Abhishek Madan
abhishekmadan.bsky.social
Abhishek Madan
@abhishekmadan.bsky.social
Of course, this is more than just a cool mathematical trick - we show that structuring the computation in this way actually reduces thread divergence in parallel execution, which leads to some significant speedups on the GPU compared to Barnes-Hut.
June 5, 2025 at 9:45 PM
However, this is equivalent to following every single path through the tree, and truncating paths that are less important to the sum. From here, we can make the algorithm stochastic (and unbiased!) by randomly selecting paths through the tree, and randomly truncating these paths.
June 5, 2025 at 9:45 PM
The original, deterministic algorithm works by building an octree over all the source points, and essentially performing a truncated traversal over this tree that covers all the sources.
June 5, 2025 at 9:45 PM
Meanwhile, stochastic approaches have been very successful in graphics - can we effectively use them here?

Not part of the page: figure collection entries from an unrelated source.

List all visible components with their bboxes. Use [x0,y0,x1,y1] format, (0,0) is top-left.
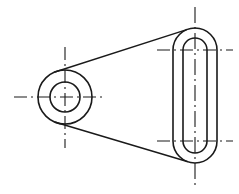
part-outline-drawing [0,0,239,194]
technical-drawing-canvas [0,0,239,194]
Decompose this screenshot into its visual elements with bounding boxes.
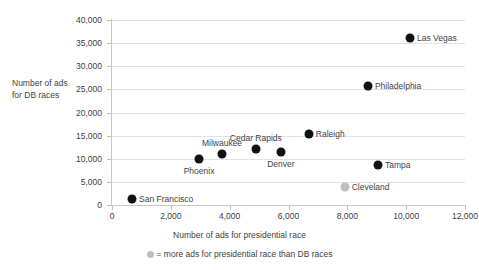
gridline	[112, 43, 465, 44]
data-point-label: San Francisco	[139, 195, 193, 204]
x-tick-label: 8,000	[337, 212, 358, 221]
y-tick-label: 10,000	[44, 155, 102, 164]
x-tick-mark	[230, 206, 231, 210]
x-tick-label: 12,000	[452, 212, 478, 221]
data-point[interactable]	[363, 81, 372, 90]
y-axis-title-line-1: Number of ads	[12, 78, 104, 90]
x-tick-label: 10,000	[393, 212, 419, 221]
y-tick-mark	[107, 20, 112, 21]
x-tick-mark	[347, 206, 348, 210]
data-point-label: Raleigh	[316, 130, 345, 139]
gridline	[112, 136, 465, 137]
y-tick-label: 5,000	[44, 178, 102, 187]
gridline	[112, 20, 465, 21]
x-tick-mark	[112, 206, 113, 210]
data-point[interactable]	[405, 34, 414, 43]
data-point-label: Cleveland	[352, 183, 390, 192]
y-tick-label: 0	[44, 201, 102, 210]
y-tick-mark	[107, 113, 112, 114]
x-tick-label: 0	[110, 212, 115, 221]
y-tick-label: 40,000	[44, 16, 102, 25]
plot-area	[112, 20, 465, 205]
y-axis-title: Number of ads for DB races	[12, 78, 104, 101]
scatter-chart: 05,00010,00015,00020,00025,00030,00035,0…	[0, 0, 479, 270]
data-point[interactable]	[128, 194, 137, 203]
x-tick-label: 6,000	[278, 212, 299, 221]
gridline	[112, 182, 465, 183]
y-tick-mark	[107, 89, 112, 90]
x-tick-mark	[289, 206, 290, 210]
data-point[interactable]	[304, 130, 313, 139]
data-point[interactable]	[276, 148, 285, 157]
x-tick-label: 2,000	[160, 212, 181, 221]
x-tick-mark	[171, 206, 172, 210]
data-point-label: Phoenix	[184, 167, 215, 176]
y-tick-mark	[107, 136, 112, 137]
data-point[interactable]	[195, 155, 204, 164]
y-tick-label: 20,000	[44, 109, 102, 118]
x-tick-mark	[465, 206, 466, 210]
y-tick-label: 30,000	[44, 62, 102, 71]
data-point[interactable]	[373, 160, 382, 169]
y-tick-label: 15,000	[44, 132, 102, 141]
data-point-label: Cedar Rapids	[230, 134, 282, 143]
light-gray-dot-icon	[147, 251, 154, 258]
chart-legend: = more ads for presidential race than DB…	[0, 250, 479, 259]
y-axis-title-line-2: for DB races	[12, 90, 104, 102]
x-axis-title: Number of ads for presidential race	[0, 231, 479, 240]
gridline	[112, 66, 465, 67]
y-tick-mark	[107, 66, 112, 67]
y-tick-mark	[107, 182, 112, 183]
y-tick-label: 35,000	[44, 39, 102, 48]
x-tick-label: 4,000	[219, 212, 240, 221]
x-tick-mark	[406, 206, 407, 210]
data-point-label: Las Vegas	[417, 34, 457, 43]
data-point-label: Denver	[267, 160, 294, 169]
legend-entry: = more ads for presidential race than DB…	[147, 250, 333, 259]
data-point-label: Philadelphia	[375, 82, 421, 91]
data-point[interactable]	[340, 182, 349, 191]
y-tick-mark	[107, 159, 112, 160]
legend-entry-label: = more ads for presidential race than DB…	[157, 250, 333, 259]
data-point[interactable]	[251, 145, 260, 154]
data-point-label: Tampa	[385, 161, 411, 170]
data-point[interactable]	[218, 150, 227, 159]
gridline	[112, 113, 465, 114]
y-tick-mark	[107, 43, 112, 44]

We developed a stochastic version of the classic Barnes-Hut approximation that runs blazingly fast on the GPU, taking just 4ms to compute the total effect of over 4 trillion interactions!
June 5, 2025 at 9:45 PM
Fast summation of interactions between a set of sources and a query point is a key ingredient in algorithms across science, engineering, and computer graphics, such as N-body simulation, winding number computation, and boundary integral evaluation.
June 5, 2025 at 9:45 PM
At SIGGRAPH 2025, we’ll be presenting the paper “Stochastic Barnes-Hut Approximation for Fast Summation on the GPU”. By injecting a bit of randomization into the classic yet deterministic Barnes-Hut approximation for fast kernel summation, we can achieve nearly 10x speedups on the GPU!